Thursday, July 15, 2004

Konstantin Tsiolkovsky goes to the Moon

Last night I went to a screening of a 1935 Russian Science Fiction film, called 'The Space Race', on which Konstantin Tsiolkovsky was the scientific adviser. This was arranged as part of the International Space University by Kerrie Dougherty of the Powerhouse Museum.

Tsiolkovsky is often called the father of modern rocket science; he published a book in 1903 that suggested interplanetary travel using rockets. His main innovation was the use of liquid instead of solid fuel.

The film contained microgravity sequences, among the earliest to be attempted, and wonderful scenes on the surface of the moon. Little animated figures leap about in slow motion, in a landscape very much more interesting than we know it to be now!

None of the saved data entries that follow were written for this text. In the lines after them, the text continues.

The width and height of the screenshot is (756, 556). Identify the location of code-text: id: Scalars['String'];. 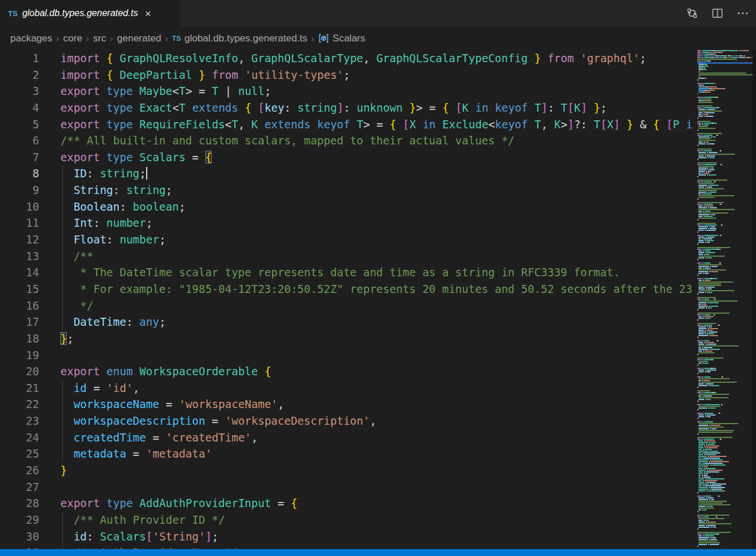
(139, 536).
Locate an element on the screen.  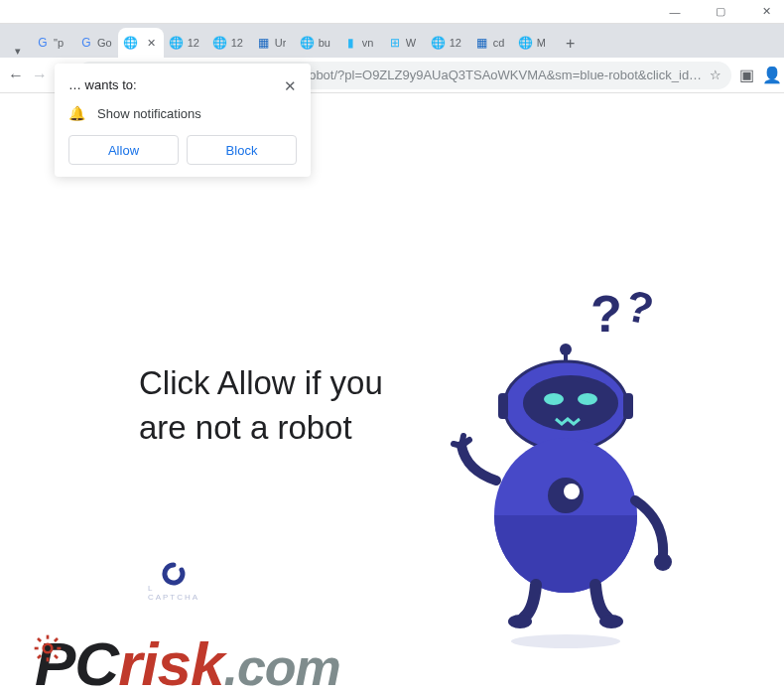
watermark-risk: risk is located at coordinates (171, 661).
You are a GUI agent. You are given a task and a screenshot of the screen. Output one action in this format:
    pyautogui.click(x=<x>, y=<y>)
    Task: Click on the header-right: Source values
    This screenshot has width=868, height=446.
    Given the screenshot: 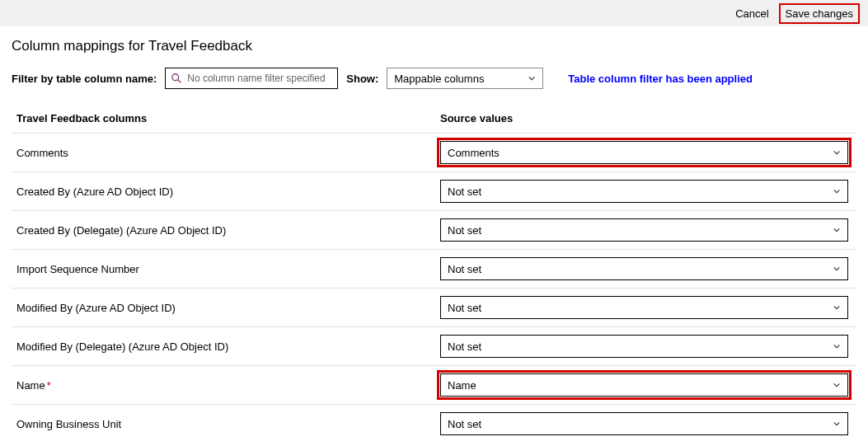 What is the action you would take?
    pyautogui.click(x=648, y=119)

And, get this: the spaceship had automatic doors. Now, I'm not a Trekkie, but I understand from Trekkie friends that automatic doors were an innovation of that series, and it took some time before real life was able to catch up. They had people hidden out of sight to pull and push the doors! This may or may not be true; however, there were automatic doors in this 1935 film .....

And in 1935 the predicted future when men and women went to the moon wasn't 1969, or 1984, or 2001, but 1946! Ambitious, and yet, given the extraordinary achievements of Russian and American space programmes with what seems to us now to be such primitive technology, perhaps it was not entirely unrealistic.